National politics has always been the Post's stock-in-trade. It devotes many pages and many signed columns to this cornerstone of its news and opinion coverage. Both papers, despite having superb reporters covering the White House and environs, have of course devoted far too much attention to the current President. But both have probed and published major exposes of the corruption and malfeasance of this administration. Even the authoritative Bob Woodward, while holding the title of Associate Editor at the Post but not actually on current staff, still produces newsworthy accounts based on direct contact with presidents and their top staff members. 

The Times, however, seems to have fallen off in terms of its full coverage. It has produced some amazing exposes in recent weeks--the President's taxes, for one. Yet when one looked at its front page this morning, Sunday, October 25, the right lead was a story datelined Bethlehem, Pa., about why people there felt the current President had done a fine job with the nation's economy. The reporter apparently spoke to no one who disagreed with this dubious finding.
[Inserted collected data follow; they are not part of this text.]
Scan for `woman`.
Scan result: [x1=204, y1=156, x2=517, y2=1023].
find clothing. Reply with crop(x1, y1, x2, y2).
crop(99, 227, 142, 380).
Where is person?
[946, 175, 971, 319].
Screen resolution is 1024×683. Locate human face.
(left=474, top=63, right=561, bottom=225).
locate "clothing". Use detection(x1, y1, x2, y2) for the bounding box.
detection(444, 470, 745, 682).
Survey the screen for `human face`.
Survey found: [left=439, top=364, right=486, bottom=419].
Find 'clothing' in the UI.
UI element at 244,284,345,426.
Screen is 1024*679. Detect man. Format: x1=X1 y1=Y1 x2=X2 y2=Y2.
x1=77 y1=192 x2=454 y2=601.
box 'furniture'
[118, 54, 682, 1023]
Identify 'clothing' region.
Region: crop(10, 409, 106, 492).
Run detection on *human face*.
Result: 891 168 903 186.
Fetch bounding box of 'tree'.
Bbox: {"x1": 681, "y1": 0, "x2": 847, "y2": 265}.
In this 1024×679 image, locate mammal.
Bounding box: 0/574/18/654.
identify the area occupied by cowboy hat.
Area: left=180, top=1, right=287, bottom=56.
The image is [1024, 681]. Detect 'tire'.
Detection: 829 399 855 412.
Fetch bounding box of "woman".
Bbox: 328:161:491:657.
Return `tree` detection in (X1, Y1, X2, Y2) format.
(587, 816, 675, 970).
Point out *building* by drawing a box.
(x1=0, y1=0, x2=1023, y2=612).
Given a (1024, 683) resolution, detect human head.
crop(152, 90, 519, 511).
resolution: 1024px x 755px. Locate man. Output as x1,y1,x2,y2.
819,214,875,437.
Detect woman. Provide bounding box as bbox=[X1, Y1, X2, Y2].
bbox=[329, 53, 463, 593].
Nor did the story suggest that there might be anyone who differed from this conclusion.

The need for significant improvement in both staff diversity and coverage when addressing gender and race issues was long evident. Now, one can rarely turn to the Times without every other story focused on one or both of these subjects. In the Times's arts coverage, in particular, there rarely seems to be room for anything but these two topics, as important as they are. If we still had satirical magazines, or if satire relating to these sensitive matters were allowed to be published, the Times's total focus on them would be ripe for targeting.

In contrast, the Post has had a columnist for the past year or more who addresses issues relating to how women are treated in our society; for much longer, it has had a succession of columnists who focus on problems of race.  News stories that involve these topics receive full coverage. Eugene Robinson is a top-notch writer and has been so recognized for his perceptivity; Monica Hesse strikes me as a fair-minded writer who has identified important areas where women's rights are threatened or unfulfilled, and dealt with them well.